Feds mount telemed expedition on Everest

When veteran mountain climber Rob Hall and seven others realized they were about to perish in a fierce snowstorm on the south summit of Mount Everest in 1996, their last hope was a satellite phone that Hall had carried with him during their ascent. Although it allowed Hall to say his last goodbye t

When veteran mountain climber Rob Hall and seven others realized they were about to perish in a fierce snowstorm on the south summit of Mount Everest in 1996, their last hope was a satellite phone that Hall had carried with him during their ascent. Although it allowed Hall to say his last goodbye to his wife, the phone was not enough to save his life.

With the fate of Hall and the others acting as a poignant backdrop, as portrayed in books and movies, several federal agencies last month threw their support behind a team of doctors from Yale University who proved it was possible to extend telemedicine technologies to the world's most remote and harshest environment.

"We validated a number of the advanced technologies in the most remote and extreme environment," said Richard Satava, director of the Yale University-NASA Commercial Space Center for Medical Informatics and Technology Applications. "We've proved that we can do telemedicine" anywhere, he said.

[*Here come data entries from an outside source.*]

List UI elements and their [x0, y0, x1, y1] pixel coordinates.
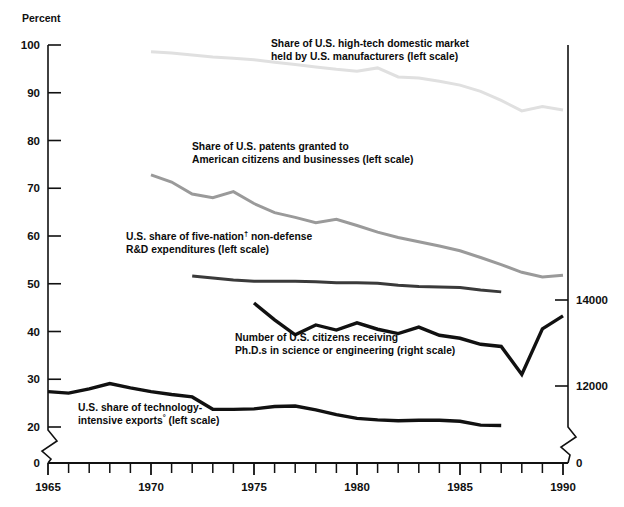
y-tick-label-left: 70 — [27, 182, 40, 194]
y-axis-title-percent: Percent — [22, 12, 61, 24]
annot-hightech: Share of U.S. high-tech domestic marketh… — [271, 38, 470, 62]
x-tick-label: 1965 — [35, 481, 61, 493]
y-tick-label-left: 60 — [27, 230, 40, 242]
y-tick-label-left: 100 — [21, 39, 40, 51]
y-tick-label-left: 0 — [34, 457, 40, 469]
y-tick-label-left: 20 — [27, 421, 40, 433]
x-tick-label: 1970 — [138, 481, 164, 493]
y-tick-label-right: 0 — [576, 457, 582, 469]
y-tick-label-right: 12000 — [576, 380, 608, 392]
x-tick-label: 1980 — [344, 481, 370, 493]
y-tick-label-left: 30 — [27, 373, 40, 385]
y-tick-label-left: 90 — [27, 87, 40, 99]
x-tick-label: 1975 — [241, 481, 267, 493]
y-tick-label-left: 40 — [27, 326, 40, 338]
y-tick-label-right: 14000 — [576, 294, 608, 306]
chart-figure: Percent 02030405060708090100 01200014000… — [0, 0, 624, 507]
y-tick-label-left: 80 — [27, 135, 40, 147]
chart-background — [0, 0, 624, 507]
x-tick-label: 1985 — [447, 481, 473, 493]
annot-exports: U.S. share of technology-intensive expor… — [78, 402, 220, 426]
y-tick-label-left: 50 — [27, 278, 40, 290]
x-tick-label: 1990 — [550, 481, 576, 493]
line-chart: Percent 02030405060708090100 01200014000… — [0, 0, 624, 507]
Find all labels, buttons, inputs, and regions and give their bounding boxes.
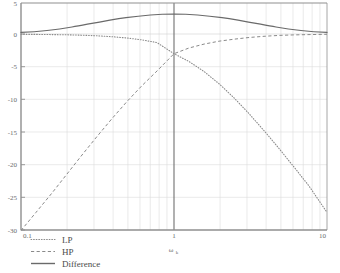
omega-subscript-k: k xyxy=(176,250,179,255)
y-tick-label-m20: -20 xyxy=(8,161,18,169)
legend-label-lp: LP xyxy=(62,235,73,245)
bode-magnitude-chart: 5 0 -5 -10 -15 -20 -25 -30 0.1 1 10 ω k … xyxy=(0,0,340,273)
y-tick-label-5: 5 xyxy=(14,0,18,8)
x-tick-label-0-1: 0.1 xyxy=(23,232,32,240)
x-tick-label-1: 1 xyxy=(172,232,176,240)
y-tick-label-m10: -10 xyxy=(8,96,18,104)
figure-container: 5 0 -5 -10 -15 -20 -25 -30 0.1 1 10 ω k … xyxy=(0,0,340,273)
omega-k-annotation: ω k xyxy=(169,246,179,255)
legend-label-hp: HP xyxy=(62,247,74,257)
legend-label-difference: Difference xyxy=(62,259,100,269)
y-tick-label-m30: -30 xyxy=(8,227,18,235)
y-tick-label-m25: -25 xyxy=(8,194,18,202)
omega-symbol: ω xyxy=(169,246,174,254)
x-tick-label-10: 10 xyxy=(319,232,327,240)
y-tick-label-m15: -15 xyxy=(8,129,18,137)
y-tick-label-0: 0 xyxy=(14,31,18,39)
y-tick-label-m5: -5 xyxy=(11,63,17,71)
legend: LP HP Difference xyxy=(31,235,100,269)
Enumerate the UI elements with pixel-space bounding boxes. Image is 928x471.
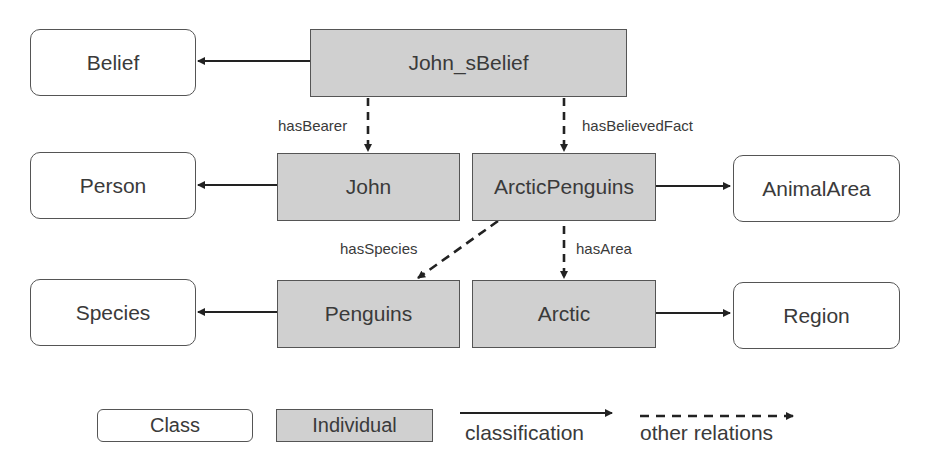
node-label: ArcticPenguins [494, 175, 634, 199]
edge-label-hasbelievedfact: hasBelievedFact [582, 117, 693, 134]
node-label: AnimalArea [762, 177, 871, 201]
node-arcticpenguins: ArcticPenguins [472, 153, 656, 221]
node-animalarea: AnimalArea [733, 155, 900, 222]
node-region: Region [733, 282, 900, 349]
node-label: Region [783, 304, 850, 328]
node-john-sbelief: John_sBelief [310, 29, 627, 97]
node-label: Arctic [538, 302, 591, 326]
node-label: John [346, 175, 392, 199]
node-label: Penguins [325, 302, 413, 326]
node-belief: Belief [30, 29, 196, 96]
edge-hasspecies [418, 221, 498, 278]
edge-label-hasarea: hasArea [576, 240, 632, 257]
node-person: Person [30, 152, 196, 219]
node-label: Person [80, 174, 147, 198]
edge-label-hasspecies: hasSpecies [340, 240, 418, 257]
legend-class-label: Class [150, 414, 200, 437]
node-species: Species [30, 279, 196, 346]
node-label: Belief [87, 51, 140, 75]
node-john: John [277, 153, 460, 221]
legend-individual-label: Individual [312, 414, 397, 437]
legend-individual-box: Individual [276, 409, 433, 442]
legend-class-box: Class [97, 409, 253, 442]
legend-other-relations-label: other relations [640, 421, 773, 445]
node-label: John_sBelief [408, 51, 528, 75]
edge-label-hasbearer: hasBearer [278, 117, 347, 134]
node-penguins: Penguins [277, 280, 460, 348]
legend-classification-label: classification [465, 421, 584, 445]
node-arctic: Arctic [472, 280, 656, 348]
node-label: Species [76, 301, 151, 325]
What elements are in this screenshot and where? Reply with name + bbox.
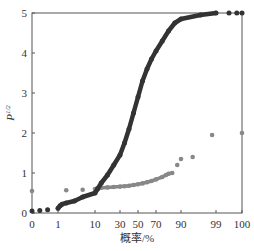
data-point <box>140 181 145 186</box>
y-tick-label: 4 <box>22 47 28 59</box>
data-point <box>170 171 175 176</box>
x-tick-label: 0 <box>29 218 35 230</box>
data-point <box>136 95 141 100</box>
data-point <box>234 11 239 16</box>
data-point <box>240 11 245 16</box>
y-axis: 012345 <box>22 7 36 219</box>
x-tick-label: 30 <box>115 218 127 230</box>
data-point <box>166 29 171 34</box>
data-point <box>160 39 165 44</box>
x-tick-label: 99 <box>211 218 223 230</box>
data-point <box>95 187 100 192</box>
data-point <box>80 188 85 193</box>
probability-plot: 012345 01103050709099100 概率/% P1/2 <box>0 0 254 251</box>
data-point <box>190 155 195 160</box>
data-point <box>30 209 35 214</box>
data-point <box>111 163 116 168</box>
data-point <box>131 111 136 116</box>
data-point <box>154 177 159 182</box>
y-tick-label: 5 <box>22 7 28 19</box>
data-point <box>64 201 69 206</box>
data-point <box>149 179 154 184</box>
data-point <box>214 11 219 16</box>
x-tick-label: 1 <box>55 218 61 230</box>
y-tick-label: 1 <box>22 167 28 179</box>
y-tick-label: 0 <box>22 207 28 219</box>
data-point <box>80 195 85 200</box>
data-point <box>172 21 177 26</box>
y-axis-title: P1/2 <box>4 105 16 122</box>
data-point <box>45 207 50 212</box>
y-axis-title-sup: 1/2 <box>4 105 12 114</box>
x-tick-label: 50 <box>133 218 145 230</box>
data-point <box>154 49 159 54</box>
x-tick-label: 10 <box>90 218 102 230</box>
data-point <box>118 184 123 189</box>
data-point <box>111 185 116 190</box>
data-point <box>122 184 127 189</box>
data-point <box>179 17 184 22</box>
data-point <box>37 208 42 213</box>
data-point <box>145 180 150 185</box>
dark-series-line <box>58 13 216 208</box>
data-point <box>30 189 35 194</box>
data-point <box>240 131 245 136</box>
data-point <box>179 157 184 162</box>
x-axis-title: 概率/% <box>120 231 154 244</box>
data-point <box>198 13 203 18</box>
data-point <box>72 199 77 204</box>
data-point <box>131 183 136 188</box>
data-point <box>127 127 132 132</box>
gray-series <box>30 131 245 194</box>
data-point <box>99 181 104 186</box>
x-tick-label: 70 <box>151 218 163 230</box>
y-tick-label: 3 <box>22 87 28 99</box>
data-point <box>64 188 69 193</box>
data-point <box>105 173 110 178</box>
data-point <box>118 153 123 158</box>
x-tick-label: 100 <box>234 218 251 230</box>
data-point <box>122 141 127 146</box>
data-point <box>136 182 141 187</box>
y-tick-label: 2 <box>22 127 28 139</box>
data-point <box>210 133 215 138</box>
data-point <box>175 163 180 168</box>
data-point <box>140 79 145 84</box>
x-tick-label: 90 <box>176 218 188 230</box>
data-point <box>105 185 110 190</box>
data-point <box>227 11 232 16</box>
data-point <box>149 57 154 62</box>
svg-text:P1/2: P1/2 <box>4 105 16 122</box>
data-point <box>127 184 132 189</box>
data-point <box>145 67 150 72</box>
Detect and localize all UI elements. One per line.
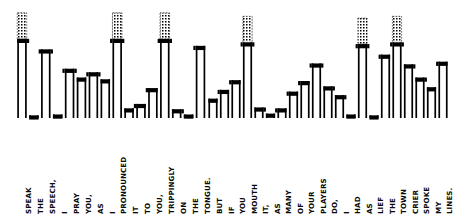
word-pitch-cap bbox=[346, 114, 355, 118]
panel-right bbox=[208, 16, 447, 119]
word-pitch-cap bbox=[148, 88, 158, 92]
word-stem-left bbox=[17, 39, 19, 118]
word-stem-right bbox=[73, 69, 75, 118]
pitch-connector bbox=[333, 86, 335, 90]
pitch-connector bbox=[39, 49, 41, 53]
word-stem-right bbox=[308, 81, 310, 118]
word-pitch-cap bbox=[172, 109, 182, 113]
pitch-connector bbox=[241, 42, 243, 46]
word-stem-left bbox=[312, 63, 314, 118]
word-pitch-cap bbox=[124, 108, 134, 112]
word-pitch-cap bbox=[404, 64, 413, 68]
word-pitch-cap bbox=[323, 86, 332, 90]
word-pitch-cap bbox=[41, 49, 51, 53]
word-stem-right bbox=[168, 39, 170, 118]
pitch-connector bbox=[170, 39, 172, 43]
pitch-connector bbox=[74, 69, 76, 73]
pitch-connector bbox=[264, 107, 266, 111]
word-stem-left bbox=[323, 86, 325, 118]
pitch-extension-dotted bbox=[160, 13, 170, 39]
pitch-connector bbox=[193, 46, 195, 50]
word-stem-left bbox=[101, 79, 103, 118]
word-stem-right bbox=[400, 42, 402, 118]
word-pitch-cap bbox=[160, 39, 170, 43]
word-pitch-cap bbox=[335, 95, 344, 99]
word-pitch-cap bbox=[415, 78, 424, 82]
word-pitch-cap bbox=[65, 69, 75, 73]
word-pitch-cap bbox=[438, 62, 447, 66]
word-stem-right bbox=[25, 39, 27, 118]
word-pitch-cap bbox=[101, 79, 111, 83]
pitch-connector bbox=[425, 78, 427, 82]
word-stem-right bbox=[156, 88, 158, 118]
word-stem-right bbox=[434, 87, 436, 118]
word-pitch-cap bbox=[277, 108, 286, 112]
contour-plot bbox=[0, 0, 467, 221]
pitch-extension-dotted bbox=[17, 13, 27, 39]
word-pitch-cap bbox=[208, 99, 217, 103]
word-stem-left bbox=[358, 44, 360, 118]
word-stem-right bbox=[365, 44, 367, 118]
pitch-extension-dotted bbox=[243, 16, 252, 42]
word-stem-right bbox=[411, 64, 413, 118]
word-pitch-cap bbox=[220, 90, 229, 94]
word-pitch-cap bbox=[369, 115, 378, 119]
word-stem-left bbox=[196, 46, 198, 118]
word-stem-left bbox=[427, 87, 429, 118]
word-stem-left bbox=[381, 55, 383, 118]
word-stem-right bbox=[108, 79, 110, 118]
word-pitch-cap bbox=[254, 107, 263, 111]
word-stem-right bbox=[388, 55, 390, 118]
word-stem-left bbox=[220, 90, 222, 118]
pitch-connector bbox=[181, 109, 183, 113]
word-stem-left bbox=[392, 42, 394, 118]
pitch-connector bbox=[62, 69, 64, 73]
word-pitch-cap bbox=[196, 46, 206, 50]
pitch-connector bbox=[275, 108, 277, 112]
word-stem-left bbox=[438, 62, 440, 118]
word-stem-right bbox=[120, 39, 122, 118]
pitch-connector bbox=[379, 55, 381, 59]
pitch-extension-dotted bbox=[112, 13, 122, 39]
word-pitch-cap bbox=[231, 80, 240, 84]
word-stem-left bbox=[41, 49, 43, 118]
word-stem-right bbox=[331, 86, 333, 118]
pitch-extension-dotted bbox=[358, 18, 367, 44]
pitch-connector bbox=[158, 39, 160, 43]
word-pitch-cap bbox=[53, 114, 63, 118]
word-stem-left bbox=[89, 72, 91, 118]
pitch-connector bbox=[51, 49, 53, 53]
panel-left bbox=[17, 13, 205, 120]
word-stem-right bbox=[49, 49, 51, 118]
word-stem-left bbox=[160, 39, 162, 118]
word-stem-left bbox=[415, 78, 417, 118]
word-pitch-cap bbox=[300, 81, 309, 85]
pitch-connector bbox=[218, 90, 220, 94]
word-pitch-cap bbox=[381, 55, 390, 59]
word-pitch-cap bbox=[312, 63, 321, 67]
pitch-connector bbox=[390, 42, 392, 46]
word-stem-right bbox=[446, 62, 448, 118]
word-stem-right bbox=[239, 80, 241, 118]
word-pitch-cap bbox=[29, 115, 39, 119]
word-pitch-cap bbox=[358, 44, 367, 48]
word-pitch-cap bbox=[17, 39, 27, 43]
word-pitch-cap bbox=[89, 72, 99, 76]
pitch-connector bbox=[321, 63, 323, 67]
word-pitch-cap bbox=[392, 42, 401, 46]
word-stem-left bbox=[65, 69, 67, 118]
word-pitch-cap bbox=[266, 114, 275, 118]
pitch-connector bbox=[436, 62, 438, 66]
pitch-connector bbox=[122, 39, 124, 43]
word-pitch-cap bbox=[112, 39, 122, 43]
pitch-connector bbox=[344, 95, 346, 99]
pitch-connector bbox=[367, 44, 369, 48]
word-stem-left bbox=[112, 39, 114, 118]
word-pitch-cap bbox=[289, 92, 298, 96]
word-stem-right bbox=[204, 46, 206, 118]
pitch-connector bbox=[356, 44, 358, 48]
pitch-connector bbox=[402, 42, 404, 46]
word-stem-right bbox=[250, 42, 252, 118]
pitch-connector bbox=[27, 39, 29, 43]
pitch-connector bbox=[86, 72, 88, 76]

Dubbed the Everest Extreme Expedition (E3), the project focuses on speeding the deployment of technologies that are being developed under the Defense Advanced Research Project Agency's (DARPA) Combat Casualty program, which Satava manages. Combat Casualty includes telemedicine-related projects in the areas of sensors, imaging systems, medical simulation and telepresence surgery.

In addition, NASA has teamed with Yale to establish the Yale-NASA Commercial Space Center to facilitate the transition of DARPA telemedicine technologies into their space flight programs and eventually to commercial use. "We're looking at point-of-service care," delivering treatment to where patients are located, Satava said.

Over the next three to five years, Satava sees such things as "Smart T-shirts" coming into use, where sensors are embedded into the fabric for real-time monitoring of vital signs. The goal, he said, is to make biosensors and imaging technology accessible to the general public.

NASA and the Army's Medical Research and Materiel Command were major contributors to the expedition's funding. Part humanitarian effort and part field exercise, the expedition to Mount Everest allowed doctors to conduct experiments on how the human body reacts to high altitudes, such as those on Mount Everest, and also to treat local climbers.

The team established a deployable telemedicine clinic at a Mount Everest base camp located 17,500 feet above the city of Kathmandu, Nepal. From there, the team was able to conduct research, test new technologies and treat climbers for minor injuries.

The expedition team was virtually linked to medical support teams located at Walter Reed Army Medical Center in Washington, D.C., and Yale's School of Medicine in New Haven, Conn., with the help of notebook computers, satellite phones and video teleconferencing tools.

The team— which included Jim Bruton, the team's information technology guru; Dr. Chris Macedonia, an Army physician from Georgetown University and Dr. Vincent Grasso of Yale University— was outfitted with four FW7666P ruggedized notebook computers from FieldWorks Inc.

Each of the four notebooks was used for different tasks during the expedition. For example, Bruton dedicated one notebook to communications with support teams in the United States and another notebook for day-to-day things such as word processing and still-image manipulation. He also acted as the communications hub for the team, receiving data from them and instantly pushing it out to physicians in the United States. The satellite phone attached to his FieldWorks notebook provided him with 128 kilobits/sec bandwidth for videoconferencing.

Macedonia, an expert in ultrasound imaging technology, connected his FieldWorks notebook to body sensors that monitored vital signs of climbers and provided a 3-D peek into the workings of internal organs. The data was regularly transmitted back to the base camp and then instantly sent back to Walter Reed Hospital and Yale for further study. The transmission of vital signs and video in this medium allowed doctors in the United States to make virtual "rounds" and keep track of patients at the Mount Everest base camp.

The FieldWorks FW7666P is part of the Medical UltraSound, Three-dimensional and Portable with Advanced Communications system being used at Walter Reed Hospital. The remote FieldWorks notebook is supported by a diagnostic workstation located at the medical facility. Use of the system is being evaluated by the National Naval Medical Center in Bethesda, Md., for possible shipboard use later this year.

Grasso, who led the medical portion of the expedition, used his FieldWorks FW7666P to conduct lung-capacity studies, monitor heart rates and conduct cardiology studies. The focus was to study the effects of extreme exertion, cold temperatures and lack of oxygen on climbers.

DARPA's Combat Casualty program is in its fifth and final year. It is based on what Satava called "the original DARPA premise of dual-use." The program has had 12 of its 38 technologies rapidly transitioned out to commercial use in the past five years, a process that Satava said normally takes 25 to 30 years.

The successes of E3 have proved the viability of the technology, and the ripple effect will be felt by many, Bruton said.